It looks like we’ll have to stop joking about Intel’s integrated graphics. With the arrival of the 10th-gen Ice Lake CPU, we’re finally seeing impressive graphics performance. Sure, we called out just how much faster it is in our performance preview, but to appreciate how much of a jump 10th-gen Ice Lake brings, you have to take a few steps back.
We went to our database of reviewed laptops and cobbled together 3DMark Sky Diver scores from various laptop generations. The chart includes 2013’s 4th-gen Haswell U and its HD4400 graphics, as well as 2015’s 5th-gen Broadwell U’s HD 5200. We also included the lone and fairly rare Iris 540, used in 2015’s 6th-gen Skylake U. We didn’t include low-power chips, such as Cherry Trail’s HD and Core M variants, because we can stoop only so far.
The results aren’t exactly apples to apples, because graphics performance has varied with drivers, BIOS, and OS evolutions, as well each device’s cooling ability. On the other hand, those updates never improved Intel’s integrated graphics much anyway.
As you can see in the chart below, it’s been mostly one horrible slog in graphics performance from 2013 until 2019, with barely an upward blip. If you subtracted Iris graphics from this, it’d be so flat you could practically use it as a floor level.

We looked at Intel’s integrated graphics performance has been since 2013 and yup, it’s a big jump.
If you’re wondering about the graphics load, 3DMark Sky Diver is a DirectX 11 test designed for “mid-range” gaming PCs and laptops. 3DMark’s advice is to stick to this test unless your score exceeds 12,000. The test runs at 1920×1080 resolution and uses about 1GB of graphics memory. The tessellation detail is rated at a medium load by 3DMark. There are two tests run with the first using 1.6 million vertices, 150,000 tessellation patches, 3.9 million triangles and 30.3 million pixels and 0.78 million shaders per frame. Graphics test 2 uses 0.9 million vertices, 90,000 tessellation patches, 1.5 million triangles, 13.9 million pixels and 2.7 million shaders per frame.
Because we wanted to focus on pure graphics performance, our chart shows only the graphics score from Sky Diver.
But again: This is really to illustrate how big of a jump this is for Intel. After years of just phoning it in, we can honestly say it’s looking like we won’t be able to use those integrated graphics jokes for much longer.

Charlie Brown finally kicked the football!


**Task statement:**
Once the images are set aside, output the listing exactly as it stands.

**Records supplied:**

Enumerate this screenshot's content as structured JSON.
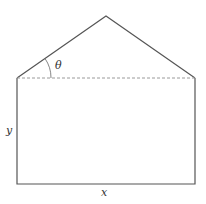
{
  "diagram": {
    "type": "geometry-figure",
    "labels": {
      "theta": "θ",
      "y": "y",
      "x": "x"
    },
    "colors": {
      "stroke": "#555555",
      "dashed": "#9a9a9a",
      "text": "#333333",
      "background": "#ffffff"
    },
    "shapes": {
      "rectangle": {
        "width_label": "x",
        "height_label": "y"
      },
      "triangle": {
        "base_angle_label": "θ",
        "base": "dashed line"
      }
    }
  }
}
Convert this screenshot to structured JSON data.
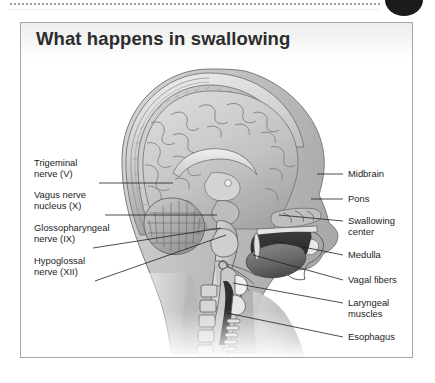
{
  "page": {
    "background_color": "#ffffff",
    "rule_color": "#8e8e8e",
    "badge_color": "#1b1b1b"
  },
  "panel": {
    "title": "What happens in swallowing",
    "border_color": "#a6a6a6",
    "text_color": "#232323"
  },
  "figure": {
    "labels_left": [
      {
        "text": "Trigeminal\nnerve (V)",
        "x": 13,
        "y": 140,
        "leader": {
          "x1": 78,
          "y1": 160,
          "x2": 152,
          "y2": 160
        }
      },
      {
        "text": "Vagus nerve\nnucleus (X)",
        "x": 13,
        "y": 172,
        "leader": {
          "x1": 84,
          "y1": 192,
          "x2": 196,
          "y2": 192
        }
      },
      {
        "text": "Glossopharyngeal\nnerve (IX)",
        "x": 13,
        "y": 205,
        "leader": {
          "x1": 72,
          "y1": 225,
          "x2": 200,
          "y2": 205
        }
      },
      {
        "text": "Hypoglossal\nnerve (XII)",
        "x": 13,
        "y": 238,
        "leader": {
          "x1": 74,
          "y1": 258,
          "x2": 205,
          "y2": 212
        }
      }
    ],
    "labels_right": [
      {
        "text": "Midbrain",
        "x": 327,
        "y": 147,
        "leader": {
          "x1": 312,
          "y1": 151,
          "x2": 296,
          "y2": 151
        }
      },
      {
        "text": "Pons",
        "x": 327,
        "y": 172,
        "leader": {
          "x1": 312,
          "y1": 176,
          "x2": 290,
          "y2": 176
        }
      },
      {
        "text": "Swallowing\ncenter",
        "x": 327,
        "y": 194,
        "leader": {
          "x1": 312,
          "y1": 198,
          "x2": 258,
          "y2": 192
        }
      },
      {
        "text": "Medulla",
        "x": 327,
        "y": 228,
        "leader": {
          "x1": 312,
          "y1": 232,
          "x2": 252,
          "y2": 218
        }
      },
      {
        "text": "Vagal fibers",
        "x": 327,
        "y": 253,
        "leader": {
          "x1": 312,
          "y1": 257,
          "x2": 232,
          "y2": 232
        }
      },
      {
        "text": "Laryngeal\nmuscles",
        "x": 327,
        "y": 276,
        "leader": {
          "x1": 312,
          "y1": 280,
          "x2": 212,
          "y2": 260
        }
      },
      {
        "text": "Esophagus",
        "x": 327,
        "y": 310,
        "leader": {
          "x1": 312,
          "y1": 314,
          "x2": 206,
          "y2": 290
        }
      }
    ]
  }
}
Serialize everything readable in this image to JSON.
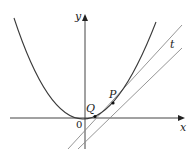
{
  "diagram": {
    "type": "parabola-tangent-secant",
    "labels": {
      "x_axis": "x",
      "y_axis": "y",
      "origin": "0",
      "point_p": "P",
      "point_q": "Q",
      "tangent": "t"
    },
    "colors": {
      "curve": "#3a3a3a",
      "axes": "#444444",
      "lines": "#8a8a8a",
      "points": "#111111"
    }
  }
}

**Exercise answer:**
Enumerate this screenshot's content as structured JSON.
{
  "diagram": {
    "type": "geometry-figure",
    "labels": {
      "theta": "θ",
      "y": "y",
      "x": "x"
    },
    "colors": {
      "stroke": "#555555",
      "dashed": "#9a9a9a",
      "text": "#333333",
      "background": "#ffffff"
    },
    "shapes": {
      "rectangle": {
        "width_label": "x",
        "height_label": "y"
      },
      "triangle": {
        "base_angle_label": "θ",
        "base": "dashed line"
      }
    }
  }
}
Convert this screenshot to structured JSON data.
{
  "page": {
    "background_color": "#ffffff",
    "rule_color": "#8e8e8e",
    "badge_color": "#1b1b1b"
  },
  "panel": {
    "title": "What happens in swallowing",
    "border_color": "#a6a6a6",
    "text_color": "#232323"
  },
  "figure": {
    "labels_left": [
      {
        "text": "Trigeminal\nnerve (V)",
        "x": 13,
        "y": 140,
        "leader": {
          "x1": 78,
          "y1": 160,
          "x2": 152,
          "y2": 160
        }
      },
      {
        "text": "Vagus nerve\nnucleus (X)",
        "x": 13,
        "y": 172,
        "leader": {
          "x1": 84,
          "y1": 192,
          "x2": 196,
          "y2": 192
        }
      },
      {
        "text": "Glossopharyngeal\nnerve (IX)",
        "x": 13,
        "y": 205,
        "leader": {
          "x1": 72,
          "y1": 225,
          "x2": 200,
          "y2": 205
        }
      },
      {
        "text": "Hypoglossal\nnerve (XII)",
        "x": 13,
        "y": 238,
        "leader": {
          "x1": 74,
          "y1": 258,
          "x2": 205,
          "y2": 212
        }
      }
    ],
    "labels_right": [
      {
        "text": "Midbrain",
        "x": 327,
        "y": 147,
        "leader": {
          "x1": 312,
          "y1": 151,
          "x2": 296,
          "y2": 151
        }
      },
      {
        "text": "Pons",
        "x": 327,
        "y": 172,
        "leader": {
          "x1": 312,
          "y1": 176,
          "x2": 290,
          "y2": 176
        }
      },
      {
        "text": "Swallowing\ncenter",
        "x": 327,
        "y": 194,
        "leader": {
          "x1": 312,
          "y1": 198,
          "x2": 258,
          "y2": 192
        }
      },
      {
        "text": "Medulla",
        "x": 327,
        "y": 228,
        "leader": {
          "x1": 312,
          "y1": 232,
          "x2": 252,
          "y2": 218
        }
      },
      {
        "text": "Vagal fibers",
        "x": 327,
        "y": 253,
        "leader": {
          "x1": 312,
          "y1": 257,
          "x2": 232,
          "y2": 232
        }
      },
      {
        "text": "Laryngeal\nmuscles",
        "x": 327,
        "y": 276,
        "leader": {
          "x1": 312,
          "y1": 280,
          "x2": 212,
          "y2": 260
        }
      },
      {
        "text": "Esophagus",
        "x": 327,
        "y": 310,
        "leader": {
          "x1": 312,
          "y1": 314,
          "x2": 206,
          "y2": 290
        }
      }
    ]
  }
}
Serialize everything readable in this image to JSON.
{
  "diagram": {
    "type": "parabola-tangent-secant",
    "labels": {
      "x_axis": "x",
      "y_axis": "y",
      "origin": "0",
      "point_p": "P",
      "point_q": "Q",
      "tangent": "t"
    },
    "colors": {
      "curve": "#3a3a3a",
      "axes": "#444444",
      "lines": "#8a8a8a",
      "points": "#111111"
    }
  }
}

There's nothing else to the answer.